If I could play one song to show off Interpol's talent, it'd be "Stella Was a Diver and She Was Always Down," the dreamy-moody centerpiece of their first album, Turn On the Bright Lights. The first time I heard it, in a record store, I was drawn to the rhythm guitar's two-chord drone, the lead guitar's repetitive chiming, and the singer's crying out, like Stanley in A Streetcar Named Desire, to his love or lust object, Stella, who was either drowning or living underwater. The verses crested into a two-part chorus, first a rush of feeling from the lead guitar and then a low, pulsing menace from the rhythm guitar, mixing dream and obsession, passion and dread. I got the store clerk to take the CD out of the player so I could buy it right away.

In the 2000s all the great eras of rock music are being recycled, distilled, infused with new energy. The Strokes echo wiry New York bands from the 1970s, Jet's hooks are lifted from late-1960s British rock superstars, and Ryan Adams influence-checks 1970s singer-songwriters and then 1980s college rockers. Interpol's influence is moody British early-1980s postpunk: the Cure, the Smiths, the Psychedelic Furs.

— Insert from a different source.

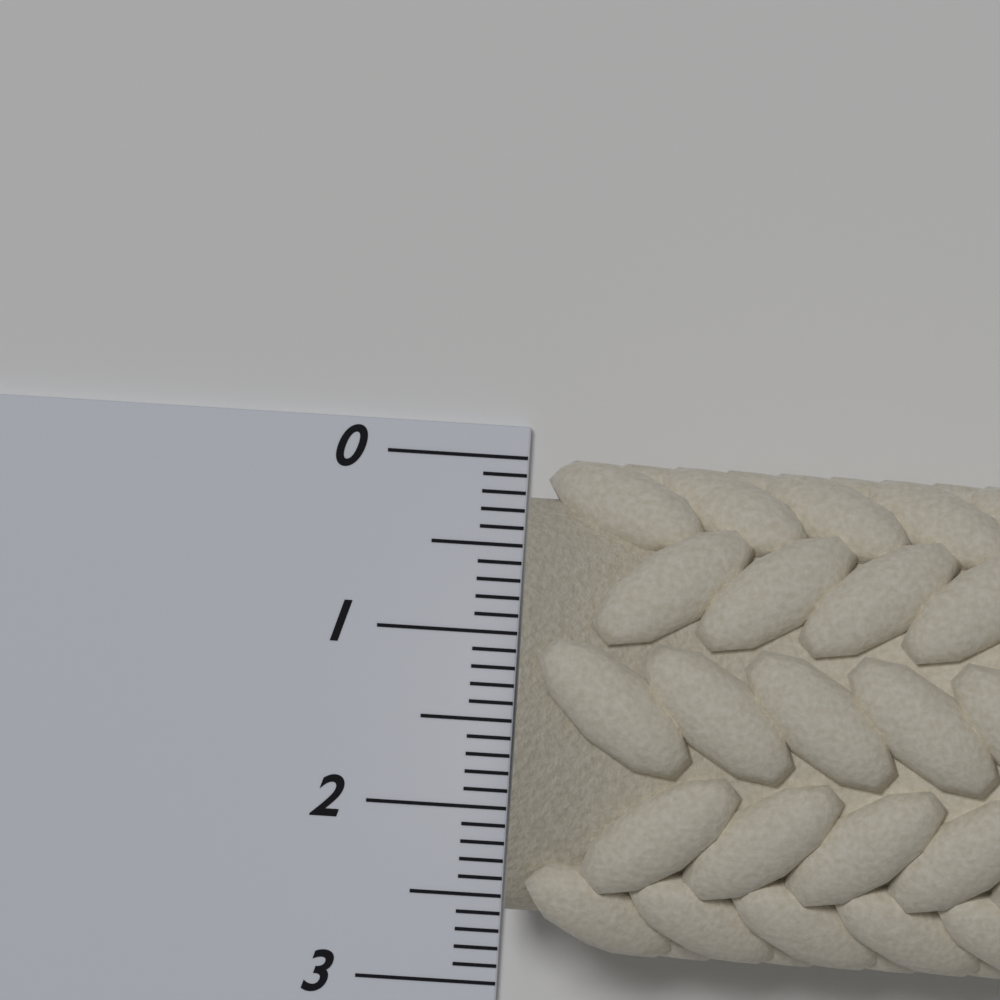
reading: 2.8 (no unit)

Critics loved Turn On the Bright Lights — it made a lot of best-of-2002 lists — but they quickly pigeonholed Interpol as the new Joy Division. Some of Interpol's songs, like "Stella," with chilly guitars and vocals that fixate on a few notes to hypnotic effect, do sound similar to the frigid, spooky Joy Division albums that started postpunk. But Interpol, a quartet of New Yorkers in their twenties and thirties, denied that Joy Division was a major influence. They were more eager to pay respects to the Cure and the Smiths. Some tracks on the first album resemble the Cure's intricate soundscapes ("Untitled," "Hands Away"), while "Say Hello to the Angels" is propelled by a jaunty dash of Smiths-like playfulness.

But the key influence the critics missed, I think, is Echo & the Bunnymen, the most exciting, aggressive rock band from the postpunk crowd. Like the Bunnymen, Interpol can turn a set of mystifying but evocative couplets, backed by one or two intense, ferocious chords, into a grandiose romantic gesture that never loses its cool. Their second album, Antics (2004), includes the misleadingly named "Public Pervert," which is actually an alluring, slowly building come-on: "So swoon, baby, starry nights / May our bodies remain / As deep we move, I'll feed you light."

Interpol's appeal isn't nostalgic. They've made a new art out of their influences' sounds and moods, built on the tension between their music's cold exterior and the warmth and passion — the "bright lights" — at its heart. For me, seeing them open for the Cure at last year's Curiosa Festival evoked the opposite of nostalgia: the feeling that the past and future are happening at the same time. Now, I'm anxious to see them on their own in the perfect setting for them: an old, dark theater.

Interpol plays the Michigan Theater on Sunday, September 25.